Task requirements :: What is needed is a word-for-word restatement of all the entries.

Extracted entries ::
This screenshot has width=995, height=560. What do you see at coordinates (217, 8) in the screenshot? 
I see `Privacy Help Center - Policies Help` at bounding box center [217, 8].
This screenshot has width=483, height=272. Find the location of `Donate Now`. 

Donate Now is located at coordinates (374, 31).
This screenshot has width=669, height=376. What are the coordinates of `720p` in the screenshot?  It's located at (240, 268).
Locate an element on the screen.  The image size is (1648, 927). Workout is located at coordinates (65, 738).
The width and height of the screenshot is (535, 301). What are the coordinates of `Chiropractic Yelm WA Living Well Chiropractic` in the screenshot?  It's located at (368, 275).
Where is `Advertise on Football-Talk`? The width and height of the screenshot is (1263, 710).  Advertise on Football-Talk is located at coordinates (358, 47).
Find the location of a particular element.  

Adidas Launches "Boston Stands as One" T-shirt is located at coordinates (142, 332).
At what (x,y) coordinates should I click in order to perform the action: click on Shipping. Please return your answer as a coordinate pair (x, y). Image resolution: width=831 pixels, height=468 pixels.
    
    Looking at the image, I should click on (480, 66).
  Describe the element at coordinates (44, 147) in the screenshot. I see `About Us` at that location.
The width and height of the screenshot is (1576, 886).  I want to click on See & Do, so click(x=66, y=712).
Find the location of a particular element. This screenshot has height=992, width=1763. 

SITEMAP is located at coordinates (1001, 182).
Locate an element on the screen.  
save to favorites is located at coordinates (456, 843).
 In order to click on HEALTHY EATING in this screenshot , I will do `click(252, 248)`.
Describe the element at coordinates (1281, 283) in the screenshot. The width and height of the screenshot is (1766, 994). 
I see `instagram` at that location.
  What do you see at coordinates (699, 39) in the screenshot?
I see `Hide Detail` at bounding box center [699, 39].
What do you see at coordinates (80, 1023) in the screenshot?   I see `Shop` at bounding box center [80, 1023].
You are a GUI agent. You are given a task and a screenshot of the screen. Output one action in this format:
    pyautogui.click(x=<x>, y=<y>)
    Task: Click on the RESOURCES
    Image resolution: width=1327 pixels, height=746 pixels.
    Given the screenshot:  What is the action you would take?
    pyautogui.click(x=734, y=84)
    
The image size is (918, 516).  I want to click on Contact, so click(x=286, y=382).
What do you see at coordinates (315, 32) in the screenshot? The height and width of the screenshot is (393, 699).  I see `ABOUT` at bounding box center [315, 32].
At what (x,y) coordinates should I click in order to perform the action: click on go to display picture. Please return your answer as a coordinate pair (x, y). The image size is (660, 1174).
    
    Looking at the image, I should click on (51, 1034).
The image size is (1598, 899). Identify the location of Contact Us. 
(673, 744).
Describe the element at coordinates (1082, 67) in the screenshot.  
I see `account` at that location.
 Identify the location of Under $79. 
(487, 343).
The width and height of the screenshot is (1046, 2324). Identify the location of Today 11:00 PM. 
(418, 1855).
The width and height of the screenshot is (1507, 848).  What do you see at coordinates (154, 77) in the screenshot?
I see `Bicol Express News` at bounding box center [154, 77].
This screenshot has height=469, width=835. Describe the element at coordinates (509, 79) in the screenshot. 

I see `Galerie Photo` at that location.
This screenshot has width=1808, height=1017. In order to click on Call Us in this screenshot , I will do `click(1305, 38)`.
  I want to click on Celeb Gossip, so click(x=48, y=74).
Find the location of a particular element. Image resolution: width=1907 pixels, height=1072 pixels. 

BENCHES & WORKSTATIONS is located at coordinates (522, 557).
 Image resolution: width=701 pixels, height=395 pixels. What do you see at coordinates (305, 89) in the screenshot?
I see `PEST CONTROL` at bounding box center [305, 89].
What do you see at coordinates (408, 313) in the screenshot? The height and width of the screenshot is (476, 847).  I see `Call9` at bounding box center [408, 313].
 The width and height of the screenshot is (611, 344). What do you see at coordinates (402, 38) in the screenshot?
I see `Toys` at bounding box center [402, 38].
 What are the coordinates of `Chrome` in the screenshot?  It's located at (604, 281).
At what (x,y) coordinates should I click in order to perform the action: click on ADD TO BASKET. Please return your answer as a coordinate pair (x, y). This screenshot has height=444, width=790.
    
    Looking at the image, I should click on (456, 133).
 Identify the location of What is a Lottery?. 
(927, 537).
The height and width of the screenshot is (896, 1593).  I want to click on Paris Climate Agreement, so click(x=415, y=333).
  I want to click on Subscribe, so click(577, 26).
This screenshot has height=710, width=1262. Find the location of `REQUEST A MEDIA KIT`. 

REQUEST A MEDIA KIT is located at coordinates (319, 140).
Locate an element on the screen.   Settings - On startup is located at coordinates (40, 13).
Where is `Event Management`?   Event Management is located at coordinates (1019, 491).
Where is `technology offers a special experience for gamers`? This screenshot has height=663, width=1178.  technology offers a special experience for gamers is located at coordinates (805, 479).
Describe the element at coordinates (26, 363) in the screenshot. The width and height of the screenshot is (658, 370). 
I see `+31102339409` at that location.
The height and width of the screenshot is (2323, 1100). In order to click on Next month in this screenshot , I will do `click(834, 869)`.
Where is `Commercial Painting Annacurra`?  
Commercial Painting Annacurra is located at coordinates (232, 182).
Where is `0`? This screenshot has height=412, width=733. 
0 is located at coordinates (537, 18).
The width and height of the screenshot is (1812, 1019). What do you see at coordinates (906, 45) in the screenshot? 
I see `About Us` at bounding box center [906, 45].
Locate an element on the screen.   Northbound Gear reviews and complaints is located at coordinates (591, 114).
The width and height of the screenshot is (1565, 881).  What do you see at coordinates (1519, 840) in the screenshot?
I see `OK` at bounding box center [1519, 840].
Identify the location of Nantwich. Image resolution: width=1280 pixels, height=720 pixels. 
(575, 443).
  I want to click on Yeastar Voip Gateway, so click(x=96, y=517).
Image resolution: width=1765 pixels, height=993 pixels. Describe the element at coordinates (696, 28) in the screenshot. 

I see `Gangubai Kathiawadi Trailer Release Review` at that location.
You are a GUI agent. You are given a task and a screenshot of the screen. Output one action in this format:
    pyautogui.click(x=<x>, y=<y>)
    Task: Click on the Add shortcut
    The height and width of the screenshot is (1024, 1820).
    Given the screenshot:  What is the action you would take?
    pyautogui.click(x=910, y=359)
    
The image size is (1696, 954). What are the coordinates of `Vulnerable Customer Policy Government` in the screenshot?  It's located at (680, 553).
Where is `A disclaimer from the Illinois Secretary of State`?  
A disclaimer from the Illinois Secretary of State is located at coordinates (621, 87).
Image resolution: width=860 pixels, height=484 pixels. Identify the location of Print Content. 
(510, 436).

Answer box ::
This screenshot has width=995, height=560. What do you see at coordinates (217, 8) in the screenshot? 
I see `Privacy Help Center - Policies Help` at bounding box center [217, 8].
This screenshot has width=483, height=272. Find the location of `Donate Now`. 

Donate Now is located at coordinates (374, 31).
This screenshot has width=669, height=376. What are the coordinates of `720p` in the screenshot?  It's located at (240, 268).
Locate an element on the screen.  The image size is (1648, 927). Workout is located at coordinates (65, 738).
The width and height of the screenshot is (535, 301). What are the coordinates of `Chiropractic Yelm WA Living Well Chiropractic` in the screenshot?  It's located at (368, 275).
Where is `Advertise on Football-Talk`? The width and height of the screenshot is (1263, 710).  Advertise on Football-Talk is located at coordinates (358, 47).
Find the location of a particular element.  

Adidas Launches "Boston Stands as One" T-shirt is located at coordinates (142, 332).
At what (x,y) coordinates should I click in order to perform the action: click on Shipping. Please return your answer as a coordinate pair (x, y). Image resolution: width=831 pixels, height=468 pixels.
    
    Looking at the image, I should click on (480, 66).
  Describe the element at coordinates (44, 147) in the screenshot. I see `About Us` at that location.
The width and height of the screenshot is (1576, 886).  I want to click on See & Do, so click(x=66, y=712).
Find the location of a particular element. This screenshot has height=992, width=1763. 

SITEMAP is located at coordinates (1001, 182).
Locate an element on the screen.  
save to favorites is located at coordinates (456, 843).
 In order to click on HEALTHY EATING in this screenshot , I will do `click(252, 248)`.
Describe the element at coordinates (1281, 283) in the screenshot. The width and height of the screenshot is (1766, 994). 
I see `instagram` at that location.
  What do you see at coordinates (699, 39) in the screenshot?
I see `Hide Detail` at bounding box center [699, 39].
What do you see at coordinates (80, 1023) in the screenshot?   I see `Shop` at bounding box center [80, 1023].
You are a GUI agent. You are given a task and a screenshot of the screen. Output one action in this format:
    pyautogui.click(x=<x>, y=<y>)
    Task: Click on the RESOURCES
    Image resolution: width=1327 pixels, height=746 pixels.
    Given the screenshot:  What is the action you would take?
    pyautogui.click(x=734, y=84)
    
The image size is (918, 516).  I want to click on Contact, so click(x=286, y=382).
What do you see at coordinates (315, 32) in the screenshot? The height and width of the screenshot is (393, 699).  I see `ABOUT` at bounding box center [315, 32].
At what (x,y) coordinates should I click in order to perform the action: click on go to display picture. Please return your answer as a coordinate pair (x, y). The image size is (660, 1174).
    
    Looking at the image, I should click on (51, 1034).
The image size is (1598, 899). Identify the location of Contact Us. 
(673, 744).
Describe the element at coordinates (1082, 67) in the screenshot.  
I see `account` at that location.
 Identify the location of Under $79. 
(487, 343).
The width and height of the screenshot is (1046, 2324). Identify the location of Today 11:00 PM. 
(418, 1855).
The width and height of the screenshot is (1507, 848).  What do you see at coordinates (154, 77) in the screenshot?
I see `Bicol Express News` at bounding box center [154, 77].
This screenshot has height=469, width=835. Describe the element at coordinates (509, 79) in the screenshot. 

I see `Galerie Photo` at that location.
This screenshot has width=1808, height=1017. In order to click on Call Us in this screenshot , I will do `click(1305, 38)`.
  I want to click on Celeb Gossip, so click(x=48, y=74).
Find the location of a particular element. Image resolution: width=1907 pixels, height=1072 pixels. 

BENCHES & WORKSTATIONS is located at coordinates (522, 557).
 Image resolution: width=701 pixels, height=395 pixels. What do you see at coordinates (305, 89) in the screenshot?
I see `PEST CONTROL` at bounding box center [305, 89].
What do you see at coordinates (408, 313) in the screenshot? The height and width of the screenshot is (476, 847).  I see `Call9` at bounding box center [408, 313].
 The width and height of the screenshot is (611, 344). What do you see at coordinates (402, 38) in the screenshot?
I see `Toys` at bounding box center [402, 38].
 What are the coordinates of `Chrome` in the screenshot?  It's located at (604, 281).
At what (x,y) coordinates should I click in order to perform the action: click on ADD TO BASKET. Please return your answer as a coordinate pair (x, y). This screenshot has height=444, width=790.
    
    Looking at the image, I should click on (456, 133).
 Identify the location of What is a Lottery?. 
(927, 537).
The height and width of the screenshot is (896, 1593).  I want to click on Paris Climate Agreement, so click(x=415, y=333).
  I want to click on Subscribe, so click(577, 26).
This screenshot has height=710, width=1262. Find the location of `REQUEST A MEDIA KIT`. 

REQUEST A MEDIA KIT is located at coordinates (319, 140).
Locate an element on the screen.   Settings - On startup is located at coordinates (40, 13).
Where is `Event Management`?   Event Management is located at coordinates (1019, 491).
Where is `technology offers a special experience for gamers`? This screenshot has height=663, width=1178.  technology offers a special experience for gamers is located at coordinates (805, 479).
Describe the element at coordinates (26, 363) in the screenshot. The width and height of the screenshot is (658, 370). 
I see `+31102339409` at that location.
The height and width of the screenshot is (2323, 1100). In order to click on Next month in this screenshot , I will do `click(834, 869)`.
Where is `Commercial Painting Annacurra`?  
Commercial Painting Annacurra is located at coordinates (232, 182).
Where is `0`? This screenshot has height=412, width=733. 
0 is located at coordinates (537, 18).
The width and height of the screenshot is (1812, 1019). What do you see at coordinates (906, 45) in the screenshot? 
I see `About Us` at bounding box center [906, 45].
Locate an element on the screen.   Northbound Gear reviews and complaints is located at coordinates (591, 114).
The width and height of the screenshot is (1565, 881).  What do you see at coordinates (1519, 840) in the screenshot?
I see `OK` at bounding box center [1519, 840].
Identify the location of Nantwich. Image resolution: width=1280 pixels, height=720 pixels. 
(575, 443).
  I want to click on Yeastar Voip Gateway, so click(x=96, y=517).
Image resolution: width=1765 pixels, height=993 pixels. Describe the element at coordinates (696, 28) in the screenshot. 

I see `Gangubai Kathiawadi Trailer Release Review` at that location.
You are a GUI agent. You are given a task and a screenshot of the screen. Output one action in this format:
    pyautogui.click(x=<x>, y=<y>)
    Task: Click on the Add shortcut
    The height and width of the screenshot is (1024, 1820).
    Given the screenshot:  What is the action you would take?
    pyautogui.click(x=910, y=359)
    
The image size is (1696, 954). What are the coordinates of `Vulnerable Customer Policy Government` in the screenshot?  It's located at (680, 553).
Where is `A disclaimer from the Illinois Secretary of State`?  
A disclaimer from the Illinois Secretary of State is located at coordinates (621, 87).
Image resolution: width=860 pixels, height=484 pixels. Identify the location of Print Content. 
(510, 436).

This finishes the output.